The Diocesan Museum of the Cathedral of Salerno, important point of reference for the knowledge of the history and culture of Campania from the Middle Ages to the XVIII century, stays, along with the library and the diocesan archive, in the old ex-archbishop’s seminary, occupied until the Eighties of the last century by the Schola Medica Salernitana.
Inside it, exhibited in various rooms, numerous artworks of remarkable artistic and historical value are stored. Among these, we remember the ivories of Salerno, the roll in miniature of the Exultet, the Wood Cross, some paintings of Caravaggio’s school and several artworks by Andrea Sabatini.
In the first room, we find the collection of ivories of Salerno, the most numerous and complete collection of historiated ivory tablets of the Christian Middle Ages existing in the world: 69 pieces, of whom 37 illustrated with scenes of the Old and New Testament, extremely refined and well sculpted.
In the Museum, a precious Exultet is conserved, dating back to the first half of the XIII century, divided into 11 parchment sheets, which shows the Easter Proclamation.
The roll was unrolled during the liturgy of the Easter wake to announce, through the images to the people, mainly illiterate, the Resurrection. It is believed that the artifact belongs to a scriptorium (writer) from Salerno to whom also the roll stored in the Vatican Apostolic Library has been attributed.

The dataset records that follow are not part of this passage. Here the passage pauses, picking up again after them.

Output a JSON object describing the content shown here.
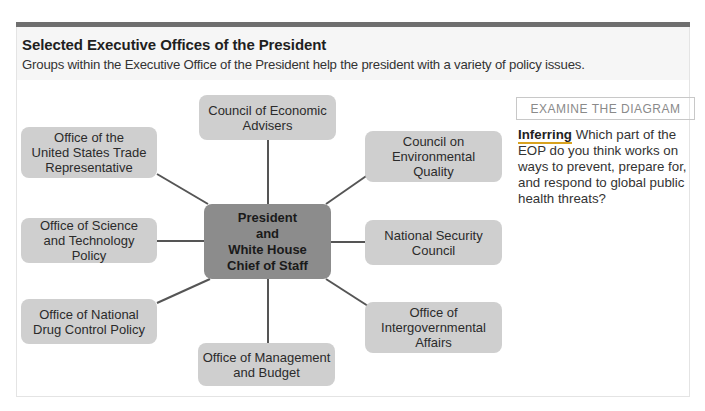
{
  "header": {
    "title": "Selected Executive Offices of the President",
    "subtitle": "Groups within the Executive Office of the President help the president with a variety of policy issues."
  },
  "diagram": {
    "center": {
      "label": "President\nand\nWhite House\nChief of Staff"
    },
    "nodes": [
      {
        "id": "cea",
        "label": "Council of Economic\nAdvisers"
      },
      {
        "id": "ceq",
        "label": "Council on\nEnvironmental\nQuality"
      },
      {
        "id": "nsc",
        "label": "National Security\nCouncil"
      },
      {
        "id": "oia",
        "label": "Office of\nIntergovernmental\nAffairs"
      },
      {
        "id": "omb",
        "label": "Office of Management\nand Budget"
      },
      {
        "id": "ondcp",
        "label": "Office of National\nDrug Control Policy"
      },
      {
        "id": "ostp",
        "label": "Office of Science\nand Technology Policy"
      },
      {
        "id": "ustr",
        "label": "Office of the\nUnited States Trade\nRepresentative"
      }
    ],
    "colors": {
      "node_fill": "#cfcfcf",
      "center_fill": "#8c8c8c",
      "line": "#555555"
    }
  },
  "sidebar": {
    "heading": "EXAMINE THE DIAGRAM",
    "keyword": "Inferring",
    "question": " Which part of the EOP do you think works on ways to prevent, prepare for, and respond to global public health threats?"
  }
}
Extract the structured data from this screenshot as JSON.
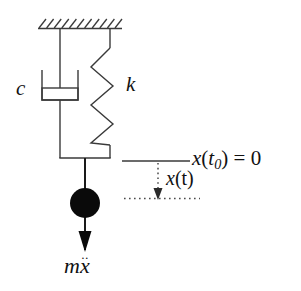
{
  "figure": {
    "background_color": "#ffffff",
    "line_color": "#3a3a3a",
    "mass_color": "#000000",
    "text_color": "#111111",
    "width": 301,
    "height": 291
  },
  "labels": {
    "damper_coefficient": "c",
    "spring_constant": "k",
    "initial_position_variable": "x",
    "initial_position_time": "t",
    "initial_position_subscript": "0",
    "initial_position_equals": " = 0",
    "displacement_variable": "x",
    "displacement_argument": "(t)",
    "inertia_mass": "m",
    "inertia_accel": "x",
    "inertia_accel_dots": "̈"
  },
  "elements": {
    "ceiling": {
      "name": "fixed-support-ceiling",
      "hatch_count": 11,
      "x_start": 38,
      "x_end": 122,
      "y": 28
    },
    "damper": {
      "name": "dashpot-damper",
      "x_center": 60,
      "top_y": 28,
      "cylinder_top_y": 70,
      "cylinder_bottom_y": 100,
      "bottom_y": 158
    },
    "spring": {
      "name": "coil-spring",
      "x_center": 110,
      "top_y": 28,
      "zigzag_start_y": 48,
      "zigzag_end_y": 145,
      "bottom_y": 158,
      "coils": 5
    },
    "mass": {
      "name": "point-mass",
      "cx": 85,
      "cy": 203,
      "r": 15
    },
    "force_arrow": {
      "name": "inertia-force-arrow",
      "x": 85,
      "y_start": 218,
      "y_end": 252,
      "direction": "down"
    },
    "reference_line": {
      "name": "initial-position-reference-line",
      "x_start": 122,
      "x_end": 190,
      "y": 161,
      "style": "solid"
    },
    "displacement_arrow": {
      "name": "displacement-arrow",
      "x": 158,
      "y_start": 163,
      "y_end": 199,
      "style": "dotted",
      "direction": "down"
    },
    "displacement_line": {
      "name": "current-position-dotted-line",
      "x_start": 124,
      "x_end": 200,
      "y": 199,
      "style": "dotted"
    }
  }
}
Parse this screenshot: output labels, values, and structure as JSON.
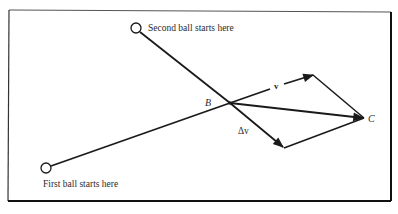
{
  "diagram": {
    "labels": {
      "second_ball": "Second ball starts here",
      "first_ball": "First ball starts here",
      "point_b": "B",
      "point_c": "C",
      "velocity": "v",
      "delta_velocity": "Δv"
    },
    "colors": {
      "line": "#1a1a1a",
      "frame": "#1a1a1a",
      "background": "#ffffff"
    }
  }
}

Venturing into the rooms of the Museum, we can admire the Cross, realized in the XI century and covered by two brass foils with hard stones and translucent varnishes attributed to Tondino del Guerrino from Siena. The Cross is known also as Cross of Robert the Guiscard. According to the tradition, the prince of Salerno took it with him during the battles. Among the shown unique pieces, besides the wood Cross, it has to be signaled the silk chasuble worn by Gregory VII.
Inside the Museum, there is a rich art gallery of about 100 paintings, among these: the Crucifixion by Roberto d’Oderisio of the XIV century, the Piety, the Virgin Mary and the Saints Aniello and Leonardo by Andrea Sabatini, the principal Renaissance painter of Southern Italy.
Walking through the corridor, we find the lapidarium, with remains datable between the I century BC and the XVII century AD, a numismatic section with thousands of coins of Magna Graecia, of the Roman Republic, of the Roman Empire and the Mint of Salerno, among which the famous Follaro of Gisulf II.